Add a JavaScript timer function. At the page load it starts a value at zero and then increases it as time passes. A normal user would read and fill out your form for some time and only then submit it. A robot would just fill out and submit the form immediately upon receiving it. You check if the value has gone much from zero at the submission. If it has, then it is likely a real user. If you see just a couple of seconds (or even no value at all due to the robots not executing JavaScript) then it is likely a robot. This will however only work if you decide you will require your users have JavaScript on in order to perform "write" operations.
There are other techniques for sure. But these are quite simple and effective.

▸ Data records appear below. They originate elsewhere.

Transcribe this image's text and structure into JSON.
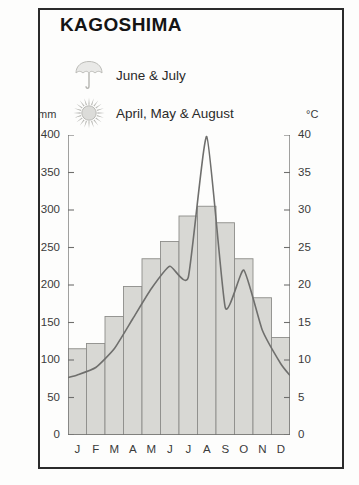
{
  "panel": {
    "title": "KAGOSHIMA"
  },
  "legend": [
    {
      "icon": "umbrella-icon",
      "label": "June & July"
    },
    {
      "icon": "sun-icon",
      "label": "April, May & August"
    }
  ],
  "axes": {
    "left_unit": "mm",
    "right_unit": "°C"
  },
  "colors": {
    "bar_fill": "#d8d8d4",
    "bar_stroke": "#8e8e8a",
    "curve": "#6f6f6d",
    "border": "#2b2b2b",
    "axis": "#6f6f6d",
    "text": "#2a2a2a"
  },
  "chart_data": {
    "type": "bar",
    "title": "KAGOSHIMA",
    "xlabel": "",
    "ylabel": "mm",
    "categories": [
      "J",
      "F",
      "M",
      "A",
      "M",
      "J",
      "J",
      "A",
      "S",
      "O",
      "N",
      "D"
    ],
    "month_names": [
      "January",
      "February",
      "March",
      "April",
      "May",
      "June",
      "July",
      "August",
      "September",
      "October",
      "November",
      "December"
    ],
    "series": [
      {
        "name": "Precipitation",
        "type": "bar",
        "unit": "mm",
        "axis": "left",
        "values": [
          115,
          122,
          158,
          198,
          235,
          258,
          292,
          305,
          283,
          235,
          183,
          130
        ]
      },
      {
        "name": "Temperature",
        "type": "line",
        "unit": "°C",
        "axis": "right",
        "values": [
          8,
          9,
          11.5,
          15.5,
          19.5,
          22.5,
          21.0,
          39.8,
          17.0,
          22.0,
          14.0,
          9.5
        ]
      }
    ],
    "ylim": [
      0,
      400
    ],
    "ylim_right": [
      0,
      40
    ],
    "yticks": [
      0,
      50,
      100,
      150,
      200,
      250,
      300,
      350,
      400
    ],
    "yticks_right": [
      0,
      5,
      10,
      15,
      20,
      25,
      30,
      35,
      40
    ],
    "grid": false,
    "legend_position": "top-left"
  }
}
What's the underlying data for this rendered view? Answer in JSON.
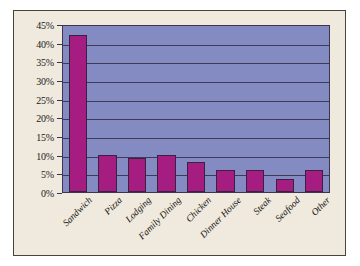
{
  "chart_data": {
    "type": "bar",
    "title": "",
    "subtitle": "",
    "xlabel": "",
    "ylabel": "",
    "categories": [
      "Sandwich",
      "Pizza",
      "Lodging",
      "Family Dining",
      "Chicken",
      "Dinner House",
      "Steak",
      "Seafood",
      "Other"
    ],
    "values": [
      42,
      10,
      9,
      10,
      8,
      6,
      6,
      3.5,
      6
    ],
    "value_suffix": "%",
    "ylim": [
      0,
      45
    ],
    "ytick_labels": [
      "0%",
      "5%",
      "10%",
      "15%",
      "20%",
      "25%",
      "30%",
      "35%",
      "40%",
      "45%"
    ],
    "ytick_values": [
      0,
      5,
      10,
      15,
      20,
      25,
      30,
      35,
      40,
      45
    ],
    "grid": true,
    "grid_axis": "y",
    "legend": false,
    "legend_position": "none",
    "xtick_rotation": -45,
    "colors": {
      "bar_fill": "#a51d80",
      "bar_border": "#3b2042",
      "plot_background": "#838bc2",
      "plot_border": "#3b3550",
      "gridline": "#3f3a57",
      "canvas_background": "#efe9de",
      "canvas_border": "#4a4438",
      "text": "#1c1a18"
    }
  }
}
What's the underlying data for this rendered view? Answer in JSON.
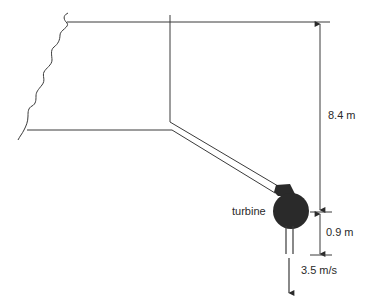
{
  "diagram": {
    "type": "hydro-turbine-schematic",
    "labels": {
      "turbine": "turbine",
      "head_upper": "8.4 m",
      "head_lower": "0.9 m",
      "exit_velocity": "3.5 m/s"
    },
    "colors": {
      "line": "#3a3a3a",
      "turbine_fill": "#2a2a2a",
      "background": "#ffffff"
    }
  }
}
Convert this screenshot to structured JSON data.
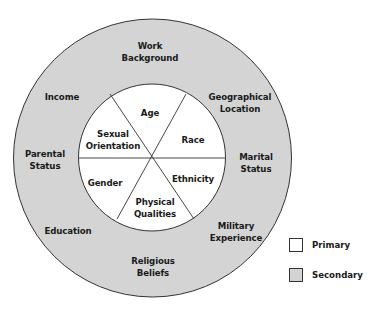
{
  "diagram": {
    "title": "",
    "colors": {
      "primary_fill": "#ffffff",
      "secondary_fill": "#d4d4d4",
      "stroke": "#333333"
    },
    "primary_ring": [
      {
        "label": "Age"
      },
      {
        "label": "Race"
      },
      {
        "label": "Ethnicity"
      },
      {
        "label": "Physical\nQualities"
      },
      {
        "label": "Gender"
      },
      {
        "label": "Sexual\nOrientation"
      }
    ],
    "secondary_ring": [
      {
        "label": "Work\nBackground"
      },
      {
        "label": "Geographical\nLocation"
      },
      {
        "label": "Marital\nStatus"
      },
      {
        "label": "Military\nExperience"
      },
      {
        "label": "Religious\nBeliefs"
      },
      {
        "label": "Education"
      },
      {
        "label": "Parental\nStatus"
      },
      {
        "label": "Income"
      }
    ],
    "legend": [
      {
        "label": "Primary",
        "color": "#ffffff"
      },
      {
        "label": "Secondary",
        "color": "#d4d4d4"
      }
    ]
  }
}
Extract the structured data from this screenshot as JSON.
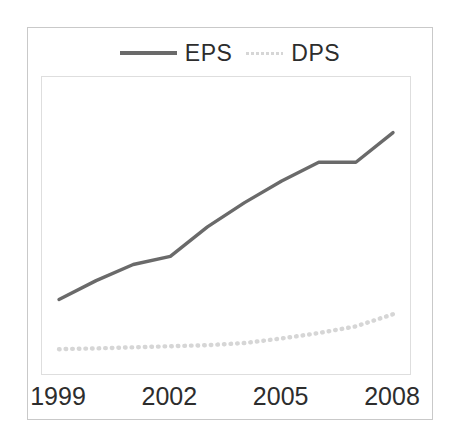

You can use reCAPTCHA (same as stackoverflow) - they have libraries for a number of programming languages.
I've always preferred Honeypot captcha (article by phil haack), as its less invasive to the user.
Captchas bring accessibility problems and will be ultimately defeated by software recognition.
I recommand the reading of this short article about bot traps, which include hidden fields, as Matthew Vines and New in town already suggested.
Anyway, you are still free to use both captcha and bot traps.
CAPTCHA is great. The other thing you can do that will prevent 99% of your robot traffic yet not annoy your users is to validate fields.
My site, I check for text in fields like zip code and phone number. That has removed all of the non-targeted robot misinformation.
You could create a two-step system in which a user fills the form, but then must reply to an e-mail to "activate" the record within a set period of time - say 24 hours.
In the back end, instead of populating your current table with all the form submissions, you could put them into a temporary table that automatically deletes any row that is older than your time allotment. Unless you have a serious bot problem, then I would think that the table wouldn't get that big, especially if the first form is just a few fields.
A benifit of this approach is that you don't have to use captcha or some other technology like that that might create some accessibility problems.